Why Contractors Are Frustrated With the Companies They Work for (and Why It Matters)

It starts with onboarding pain, but it doesn’t end there.

Contractors can choose who they work with. And increasingly, the quality of the payment experience – not just the rate – is what determines whether they come back. As companies scale their contractor hiring, it becomes important to understand what contractors are most dissatisfied with, where companies are falling short, and what the operational reality looks like on both sides of the relationship. The cost of that failure is showing up in churn, friction, and lost talent.

Wingspan and Global Surveyz surveyed 500+ HR and finance leaders to understand more about what managing contractors looks like in 2026 and beyond. Below are key insights from the report related to the friction in the contractor management relationship – both from the company and the contractor’s perspective. For all the report’s takeaways – including findings related to contractor hiring trends – download the full The Future of Flexible Work report.

Payment problems are the number one contractor complaint

Payments are the top contractor complaint by a wide margin, but there’s plenty more they’re frustrated with:

  • 66% of respondents cited speed and timeliness of payments as the top contractor complaint
  • 53% pointed to payment reconciliation delays as a significant source of friction
  • 46% flagged a lack of payment transparency or communication as a problem
  • 32% cited invoicing complexity as a recurring issue
  • 83% of these contractors are delivering billable work, making payment dissatisfaction a direct business risk, not just an HR concern

For companies whose contractors are delivering client-facing, revenue-generating work, slow or opaque payments can affect retention – and that can directly impact the bottom line. Contractors working across multiple platforms will gravitate toward the ones that pay consistently, clearly, and on time.

Onboarding friction starts the relationship on the wrong foot

Payment issues get the most attention, but contractor dissatisfaction often begins before the first invoice is even submitted. The onboarding process is a consistent source of friction, though the specific bottlenecks vary depending on the industry.

  • 54% of companies cite background checks as a key onboarding challenge
  • 48% point to banking and payment setup as a significant hurdle
  • 47% cite contract and NDA e-signing as a problem area
  • 43% of companies say contractors struggle to understand their onboarding status
  • 78% of healthcare companies cite industry license verification as their biggest onboarding headache
  • 86% of Professional Services companies cite contract and NDA signing as their primary friction point

With nearly half of companies unable to give contractors clear visibility into where they stand in the process, slow or confusing onboarding risks damaging the relationship before the work even begins. BELAY, a virtual staffing company, once had an onboarding process so siloed it took contractors an average of one month to complete, a timeline that is simply not competitive in a market where skilled professionals have options.

Companies are feeling the pain too

The friction cuts both ways. Companies are struggling to both satisfy contractors and manage the operational complexity of payments and onboarding from their own side.

  • 42% of companies say payment management is a top operational challenge
  • 52% cite compliance and classification issues as a significant problem
  • 54% point to integration with internal workflows as a major source of friction
  • Teams are spending 21+ hours per month on compliance, support, and onboarding simultaneously

The source of a company’s biggest operational headache often depends on their industry: telehealth companies, for example, face payment complications tied to confirming visits and locked clinical notes before payments can be processed. Ultimately, companies that fix these issues make contractors happier and remove a source of operational drag that’s consuming hundreds of hours of team time every month (data we dive deeper into in the full report).

What the data points to

For contractors who can work with anyone, the quality of the payment experience is often what determines whether they come back. And with a majority of contractors now delivering billable work, their retention is a priority. Every bottleneck in the payment or onboarding process is a compounding risk: it costs time internally, frustrates contractors externally, and makes it harder to scale the contractor programs that companies are increasingly depending on to grow.

The full breakdown of contractor satisfaction data – including what companies are doing to address these gaps – can be found by downloading The Future of Flexible Work report.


## Exercise:
Look through the lines below and copy each one that includes "Collapse".

## Data for the task:
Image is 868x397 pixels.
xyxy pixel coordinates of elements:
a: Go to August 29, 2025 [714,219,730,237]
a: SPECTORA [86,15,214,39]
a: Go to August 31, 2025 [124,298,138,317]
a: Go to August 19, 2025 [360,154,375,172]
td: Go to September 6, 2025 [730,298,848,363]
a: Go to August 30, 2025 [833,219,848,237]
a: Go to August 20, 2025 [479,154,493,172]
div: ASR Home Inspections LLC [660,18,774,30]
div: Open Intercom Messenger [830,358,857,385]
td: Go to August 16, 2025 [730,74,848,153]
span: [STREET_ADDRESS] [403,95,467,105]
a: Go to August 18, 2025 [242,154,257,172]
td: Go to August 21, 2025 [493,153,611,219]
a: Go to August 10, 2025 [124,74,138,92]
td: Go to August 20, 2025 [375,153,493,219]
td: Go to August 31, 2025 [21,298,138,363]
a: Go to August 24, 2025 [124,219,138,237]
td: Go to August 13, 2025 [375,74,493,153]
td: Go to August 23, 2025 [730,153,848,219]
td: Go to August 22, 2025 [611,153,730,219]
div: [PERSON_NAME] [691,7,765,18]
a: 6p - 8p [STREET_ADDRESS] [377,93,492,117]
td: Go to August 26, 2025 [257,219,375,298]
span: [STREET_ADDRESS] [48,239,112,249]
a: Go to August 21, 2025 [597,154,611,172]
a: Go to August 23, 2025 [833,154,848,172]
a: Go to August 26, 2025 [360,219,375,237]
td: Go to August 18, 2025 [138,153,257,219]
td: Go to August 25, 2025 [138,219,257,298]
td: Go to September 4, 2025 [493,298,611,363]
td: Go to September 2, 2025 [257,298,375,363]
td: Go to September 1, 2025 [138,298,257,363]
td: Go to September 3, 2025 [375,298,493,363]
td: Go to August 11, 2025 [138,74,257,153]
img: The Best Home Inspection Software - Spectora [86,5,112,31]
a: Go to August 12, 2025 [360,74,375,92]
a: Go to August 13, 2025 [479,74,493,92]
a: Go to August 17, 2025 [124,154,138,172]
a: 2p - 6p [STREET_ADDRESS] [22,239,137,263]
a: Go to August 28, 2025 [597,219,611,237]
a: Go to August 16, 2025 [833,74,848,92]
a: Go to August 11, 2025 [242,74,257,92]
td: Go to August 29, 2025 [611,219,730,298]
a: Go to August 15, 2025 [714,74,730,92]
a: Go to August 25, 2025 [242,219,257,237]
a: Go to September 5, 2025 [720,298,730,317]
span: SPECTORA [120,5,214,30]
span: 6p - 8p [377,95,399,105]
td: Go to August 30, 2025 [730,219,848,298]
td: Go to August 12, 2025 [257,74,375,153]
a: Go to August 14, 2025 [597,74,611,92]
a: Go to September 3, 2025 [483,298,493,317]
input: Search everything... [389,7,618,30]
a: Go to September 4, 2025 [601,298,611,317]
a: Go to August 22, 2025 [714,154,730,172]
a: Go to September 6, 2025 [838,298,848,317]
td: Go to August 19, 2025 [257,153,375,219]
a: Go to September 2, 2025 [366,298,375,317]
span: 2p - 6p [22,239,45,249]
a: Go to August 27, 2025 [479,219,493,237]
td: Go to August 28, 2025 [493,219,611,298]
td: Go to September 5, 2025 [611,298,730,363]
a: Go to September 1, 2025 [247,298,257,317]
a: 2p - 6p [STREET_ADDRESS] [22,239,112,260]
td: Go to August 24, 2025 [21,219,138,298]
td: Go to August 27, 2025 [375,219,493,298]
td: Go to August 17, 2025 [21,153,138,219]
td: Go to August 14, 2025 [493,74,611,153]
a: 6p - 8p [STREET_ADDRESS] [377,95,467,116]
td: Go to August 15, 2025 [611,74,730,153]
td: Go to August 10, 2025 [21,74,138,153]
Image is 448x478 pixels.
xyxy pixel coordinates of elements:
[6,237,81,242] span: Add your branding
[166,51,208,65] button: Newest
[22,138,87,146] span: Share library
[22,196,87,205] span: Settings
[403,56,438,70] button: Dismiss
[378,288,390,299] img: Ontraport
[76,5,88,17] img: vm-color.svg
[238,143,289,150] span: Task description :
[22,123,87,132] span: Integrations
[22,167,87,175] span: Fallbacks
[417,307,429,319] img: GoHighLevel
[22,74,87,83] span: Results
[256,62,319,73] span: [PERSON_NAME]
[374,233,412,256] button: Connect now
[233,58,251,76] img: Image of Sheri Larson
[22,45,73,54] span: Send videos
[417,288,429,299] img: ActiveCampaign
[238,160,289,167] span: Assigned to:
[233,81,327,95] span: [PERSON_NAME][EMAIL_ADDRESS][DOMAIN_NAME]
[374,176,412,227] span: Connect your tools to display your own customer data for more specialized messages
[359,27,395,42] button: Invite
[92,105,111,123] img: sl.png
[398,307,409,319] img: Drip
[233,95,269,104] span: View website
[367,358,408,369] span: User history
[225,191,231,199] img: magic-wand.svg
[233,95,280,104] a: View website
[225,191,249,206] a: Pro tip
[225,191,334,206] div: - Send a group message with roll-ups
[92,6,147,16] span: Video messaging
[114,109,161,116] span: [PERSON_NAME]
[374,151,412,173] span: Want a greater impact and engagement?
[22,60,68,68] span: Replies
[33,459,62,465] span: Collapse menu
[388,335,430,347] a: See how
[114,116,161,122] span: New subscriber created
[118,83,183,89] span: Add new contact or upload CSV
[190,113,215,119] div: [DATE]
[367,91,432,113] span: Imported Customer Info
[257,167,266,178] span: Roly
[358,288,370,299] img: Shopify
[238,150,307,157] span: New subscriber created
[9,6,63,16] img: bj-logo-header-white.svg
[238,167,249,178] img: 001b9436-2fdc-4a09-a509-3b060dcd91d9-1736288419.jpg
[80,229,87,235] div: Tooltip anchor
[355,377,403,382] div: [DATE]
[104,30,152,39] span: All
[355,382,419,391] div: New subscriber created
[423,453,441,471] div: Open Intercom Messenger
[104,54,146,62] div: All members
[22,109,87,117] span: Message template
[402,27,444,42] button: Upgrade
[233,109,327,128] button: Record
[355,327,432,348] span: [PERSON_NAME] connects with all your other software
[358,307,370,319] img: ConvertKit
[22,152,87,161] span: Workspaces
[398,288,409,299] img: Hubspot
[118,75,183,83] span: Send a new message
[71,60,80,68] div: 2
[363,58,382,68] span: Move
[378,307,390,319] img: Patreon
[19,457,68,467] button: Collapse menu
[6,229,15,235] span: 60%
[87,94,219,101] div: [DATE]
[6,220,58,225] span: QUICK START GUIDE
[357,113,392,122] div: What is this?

## The completed task:
[33,459,62,465] span: Collapse menu
[19,457,68,467] button: Collapse menu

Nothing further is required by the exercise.